Written and directed by Gyula Gazdag, a 35-year-old young man at the time, this whistling parallelepiped is a metaphorical exercise that invites you to read between the lines, of an otherwise banal and uninteresting story.
The title alludes to a toy, brought by a French teacher, alluding to the student demonstrations of May 68, in Paris, and is an ironic metaphor of the failed revolution and the triumph of the system (in this case, the capitalist one).
But things are no better in socialist Hungary. A voluntary work camp, with no work to do, reduced to a summer camp with nothing to offer, and three students who decide to work outside the camp, putting an end to idleness, and end up being punished and expelled for indiscipline, is a sign of a systematic crisis.
It's even an ironic argument, which allows us to see a society trapped in rules and empty rituals, with nothing to offer young people, who want work and development. No occupation, no culture, no discipline at all. A mere formal appearance of functioning that hides a desert of ideas and initiatives, an official way of life, as Alexandre O'Neill wrote.
The arrival of the French professor, who brings with him a symbol, albeit a ridiculous one, of May 68 and who even proposes organizing a student revolt, seems to be the missing motto. If in France the streets were tarred to avoid the throwing of cobblestones, in Hungary the roads are still mostly unpaved, says one student.
One looks even sadly at neighboring Czechoslovakia, where the student revolt was put down by Soviet tanks in August 1968.
But the revolt is once again postponed, due to the lack of unity and initiative on the part of the students.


» **EXERCISE DIRECTIONS**: Return the run of lines below that opens with the line containing "Image is 868x398 pixels." and closes with the line containing "Image is 693x453 pixels.", keeping each one exact.

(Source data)
···
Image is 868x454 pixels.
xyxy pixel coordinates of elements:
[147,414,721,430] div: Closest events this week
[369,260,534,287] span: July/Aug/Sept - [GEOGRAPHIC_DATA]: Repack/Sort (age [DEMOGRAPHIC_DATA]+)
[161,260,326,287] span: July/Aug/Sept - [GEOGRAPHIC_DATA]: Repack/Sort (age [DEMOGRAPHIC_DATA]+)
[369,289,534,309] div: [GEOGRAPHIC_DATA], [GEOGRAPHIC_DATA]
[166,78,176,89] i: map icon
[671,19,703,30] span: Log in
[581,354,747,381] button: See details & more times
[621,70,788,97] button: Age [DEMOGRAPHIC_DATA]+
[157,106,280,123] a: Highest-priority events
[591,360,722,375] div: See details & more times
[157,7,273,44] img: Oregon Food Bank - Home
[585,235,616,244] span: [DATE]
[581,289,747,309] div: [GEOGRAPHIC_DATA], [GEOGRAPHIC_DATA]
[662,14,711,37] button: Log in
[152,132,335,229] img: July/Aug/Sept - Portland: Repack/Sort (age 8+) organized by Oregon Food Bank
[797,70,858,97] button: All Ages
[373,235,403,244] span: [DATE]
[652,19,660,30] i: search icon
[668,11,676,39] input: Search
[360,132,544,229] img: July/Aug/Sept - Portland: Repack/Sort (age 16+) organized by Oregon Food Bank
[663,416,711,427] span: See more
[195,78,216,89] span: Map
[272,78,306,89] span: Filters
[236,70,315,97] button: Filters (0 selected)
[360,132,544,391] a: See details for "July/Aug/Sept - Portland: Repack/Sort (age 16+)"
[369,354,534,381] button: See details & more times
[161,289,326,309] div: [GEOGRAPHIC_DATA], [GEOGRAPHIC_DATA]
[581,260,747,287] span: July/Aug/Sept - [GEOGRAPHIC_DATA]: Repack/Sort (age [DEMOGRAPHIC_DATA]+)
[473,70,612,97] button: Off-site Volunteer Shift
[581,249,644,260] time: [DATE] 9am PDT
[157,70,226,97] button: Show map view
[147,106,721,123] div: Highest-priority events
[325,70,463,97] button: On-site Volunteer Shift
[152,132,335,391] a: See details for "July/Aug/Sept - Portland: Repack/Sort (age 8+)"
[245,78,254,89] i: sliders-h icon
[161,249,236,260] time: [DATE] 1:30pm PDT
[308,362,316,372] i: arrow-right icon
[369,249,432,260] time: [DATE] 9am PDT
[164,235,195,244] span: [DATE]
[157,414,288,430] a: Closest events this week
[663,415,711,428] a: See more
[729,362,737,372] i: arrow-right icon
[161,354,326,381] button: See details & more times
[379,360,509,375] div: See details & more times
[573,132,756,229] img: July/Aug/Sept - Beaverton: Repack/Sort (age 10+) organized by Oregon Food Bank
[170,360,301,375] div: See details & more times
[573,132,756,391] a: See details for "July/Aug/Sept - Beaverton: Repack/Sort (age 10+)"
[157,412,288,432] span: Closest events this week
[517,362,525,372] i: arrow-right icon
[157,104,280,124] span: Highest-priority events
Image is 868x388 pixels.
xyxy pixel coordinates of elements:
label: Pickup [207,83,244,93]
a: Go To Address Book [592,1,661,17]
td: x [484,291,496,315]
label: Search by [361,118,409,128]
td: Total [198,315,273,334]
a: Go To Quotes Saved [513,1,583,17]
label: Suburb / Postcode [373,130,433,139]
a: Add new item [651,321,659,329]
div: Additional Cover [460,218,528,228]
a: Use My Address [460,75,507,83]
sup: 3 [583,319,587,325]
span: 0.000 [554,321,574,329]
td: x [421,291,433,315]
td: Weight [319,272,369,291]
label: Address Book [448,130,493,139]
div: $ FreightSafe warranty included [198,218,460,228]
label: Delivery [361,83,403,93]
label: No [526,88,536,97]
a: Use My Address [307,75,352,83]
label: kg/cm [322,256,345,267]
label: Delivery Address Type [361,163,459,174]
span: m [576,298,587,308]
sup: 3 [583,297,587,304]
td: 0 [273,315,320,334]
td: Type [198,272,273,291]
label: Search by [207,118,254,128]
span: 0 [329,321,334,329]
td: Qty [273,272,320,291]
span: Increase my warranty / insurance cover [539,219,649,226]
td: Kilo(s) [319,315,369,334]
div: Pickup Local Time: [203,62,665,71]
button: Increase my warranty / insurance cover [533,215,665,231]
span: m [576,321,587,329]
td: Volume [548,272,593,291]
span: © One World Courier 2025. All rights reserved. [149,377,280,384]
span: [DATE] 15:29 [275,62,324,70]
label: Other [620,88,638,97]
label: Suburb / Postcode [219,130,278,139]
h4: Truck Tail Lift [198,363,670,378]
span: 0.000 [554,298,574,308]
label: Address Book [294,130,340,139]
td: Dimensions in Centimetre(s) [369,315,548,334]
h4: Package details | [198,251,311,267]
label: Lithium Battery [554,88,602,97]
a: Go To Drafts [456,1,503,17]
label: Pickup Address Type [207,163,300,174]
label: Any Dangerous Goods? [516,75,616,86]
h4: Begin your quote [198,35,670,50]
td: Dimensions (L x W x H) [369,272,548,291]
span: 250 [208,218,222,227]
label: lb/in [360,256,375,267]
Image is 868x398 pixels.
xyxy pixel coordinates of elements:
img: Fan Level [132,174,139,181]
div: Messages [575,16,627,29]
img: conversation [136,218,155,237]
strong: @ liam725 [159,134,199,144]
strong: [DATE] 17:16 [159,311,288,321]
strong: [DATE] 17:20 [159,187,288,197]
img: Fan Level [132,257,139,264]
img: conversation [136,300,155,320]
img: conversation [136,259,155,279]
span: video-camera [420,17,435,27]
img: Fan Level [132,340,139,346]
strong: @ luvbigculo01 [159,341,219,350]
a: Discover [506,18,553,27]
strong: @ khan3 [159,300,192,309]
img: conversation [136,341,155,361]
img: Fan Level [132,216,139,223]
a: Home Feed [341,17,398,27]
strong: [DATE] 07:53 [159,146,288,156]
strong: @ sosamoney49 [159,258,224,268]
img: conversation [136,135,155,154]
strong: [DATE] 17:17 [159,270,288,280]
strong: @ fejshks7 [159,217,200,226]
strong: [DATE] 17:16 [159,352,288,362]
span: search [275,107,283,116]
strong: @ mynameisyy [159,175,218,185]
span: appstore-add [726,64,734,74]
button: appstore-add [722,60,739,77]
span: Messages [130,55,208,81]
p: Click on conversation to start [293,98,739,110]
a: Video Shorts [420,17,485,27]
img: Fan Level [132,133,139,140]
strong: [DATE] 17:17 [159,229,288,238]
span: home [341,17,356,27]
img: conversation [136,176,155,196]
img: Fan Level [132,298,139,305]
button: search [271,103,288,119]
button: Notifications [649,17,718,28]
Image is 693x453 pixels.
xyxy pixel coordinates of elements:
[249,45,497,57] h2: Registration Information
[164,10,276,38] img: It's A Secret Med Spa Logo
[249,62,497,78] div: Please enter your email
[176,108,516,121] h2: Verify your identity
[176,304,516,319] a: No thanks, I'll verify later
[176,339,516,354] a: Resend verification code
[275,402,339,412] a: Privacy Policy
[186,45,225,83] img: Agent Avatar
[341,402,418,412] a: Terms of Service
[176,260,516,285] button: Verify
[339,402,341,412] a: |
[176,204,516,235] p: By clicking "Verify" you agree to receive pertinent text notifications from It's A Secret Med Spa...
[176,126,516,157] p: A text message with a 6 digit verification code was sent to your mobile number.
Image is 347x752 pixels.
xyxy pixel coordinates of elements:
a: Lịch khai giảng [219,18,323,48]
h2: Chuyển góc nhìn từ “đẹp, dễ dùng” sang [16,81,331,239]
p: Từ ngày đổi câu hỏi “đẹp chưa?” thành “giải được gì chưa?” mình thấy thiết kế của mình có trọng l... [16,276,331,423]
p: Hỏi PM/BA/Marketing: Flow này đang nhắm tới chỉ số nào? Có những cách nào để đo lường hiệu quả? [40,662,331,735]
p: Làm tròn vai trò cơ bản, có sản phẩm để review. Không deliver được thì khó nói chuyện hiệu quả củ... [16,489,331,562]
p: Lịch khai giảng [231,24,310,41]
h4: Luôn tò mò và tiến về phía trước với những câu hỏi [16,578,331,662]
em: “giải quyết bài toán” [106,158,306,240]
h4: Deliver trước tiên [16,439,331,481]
···
» **EXERCISE RESPONSE**:
Image is 868x398 pixels.
xyxy pixel coordinates of elements:
img: Fan Level [132,174,139,181]
div: Messages [575,16,627,29]
img: conversation [136,218,155,237]
strong: @ liam725 [159,134,199,144]
strong: [DATE] 17:16 [159,311,288,321]
strong: [DATE] 17:20 [159,187,288,197]
img: Fan Level [132,257,139,264]
img: conversation [136,300,155,320]
img: conversation [136,259,155,279]
span: video-camera [420,17,435,27]
img: Fan Level [132,340,139,346]
strong: @ luvbigculo01 [159,341,219,350]
a: Discover [506,18,553,27]
strong: @ khan3 [159,300,192,309]
img: conversation [136,341,155,361]
img: Fan Level [132,216,139,223]
a: Home Feed [341,17,398,27]
strong: [DATE] 07:53 [159,146,288,156]
strong: @ sosamoney49 [159,258,224,268]
img: conversation [136,135,155,154]
strong: [DATE] 17:17 [159,270,288,280]
strong: @ fejshks7 [159,217,200,226]
strong: [DATE] 17:16 [159,352,288,362]
span: search [275,107,283,116]
strong: @ mynameisyy [159,175,218,185]
span: appstore-add [726,64,734,74]
button: appstore-add [722,60,739,77]
span: Messages [130,55,208,81]
p: Click on conversation to start [293,98,739,110]
a: Video Shorts [420,17,485,27]
img: Fan Level [132,133,139,140]
strong: [DATE] 17:17 [159,229,288,238]
span: home [341,17,356,27]
img: conversation [136,176,155,196]
img: Fan Level [132,298,139,305]
button: search [271,103,288,119]
button: Notifications [649,17,718,28]
Image is 693x453 pixels.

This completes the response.